Saturday, October 25, 2014

Tales of Brave Ulysses



RIP to the often abrasive but highly talented and influential bassist Jack Bruce. One of Scotland's finest. I only found this clip, one I've not seen before, thanks to a Twitter storm following the announcement of Jack's passing. It features Jack on the classic red Gibson EB that I coveted as a teenager and also Eric Clapton using (way too much) wah wah and noodling whilst playing on "the Fool", a hand painted Gibson SG that has also become something of a rock legend. Meanwhile Ginger Baker just hammers the drums and looks manic. Nothing new there then. 

In other news on the domestic front; I painted the bathroom and cleaned out and also polished the solid fuel stove. Blissful feeling getting these jobs out of the way.

Thursday, October 23, 2014

Non-dairy almost

I present, the actual, one and only milk bomb original.


Who really understands the unsung, unheard of and unclear world of peanut butter based art? Founded in California in the late fifties by a disillusioned college professor and pentagram designer, the hidden school of PB&J art has struggled to gain recognition and respect. Only now, now that people generally "know better" is it emerging from it's undoubted dark age and gaining some kind of critical acclaim. "It's all too much, too late" some say, other's stay silent and are content to read minds because that's what they've always done. As for me I was an early convert/adopter and I have remained faithful despite weight gain, weight loss and financial difficulty. That's just how it is when you try to seek out the best things in life, obtain them and hold them tightly to your chest.

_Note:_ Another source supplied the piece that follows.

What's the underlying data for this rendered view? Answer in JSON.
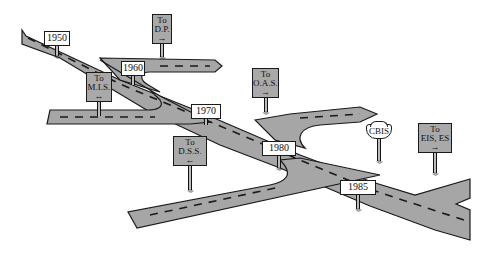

Wednesday, October 22, 2014

Love comes to you and you follow



Thanks to CBQ for loading this on his playlist and reminding me...

Day dreaming


i've got a dream about buying some land i'm gonna give up the booze and the one night stands, going finally settle down in a quiet little town and forget about everything or alternatively i might buy a porsche, cheaper than ferrari and more reliable than a horse. take out to the edge, right over some hedge and (truly) forget about everything. i used to think that it was so easy but then got allergic and a little sneazy now i'm growin' i'm growin' older. here comes the moonlight shining on some carbuncle it sees me out of here and into the jungle but i'm no rollin', i'm no rollin' stone. no not me, just a beatle and a player and a closet stoner.

Tuesday, October 21, 2014

Jack O'Lantern


Whenever Halloween might be it's not today but here's my offering to the gods of trashy festivals, autumn, winter and commercial indecency. Almost all my own work and now I've abandoned it to allow nature and the dark forces of the season to have their way and so return it back to the soil. That's how it should be. Remarkably no fingers were cut and no persons or animals injured in the long creative process that led up to this picnic table moment.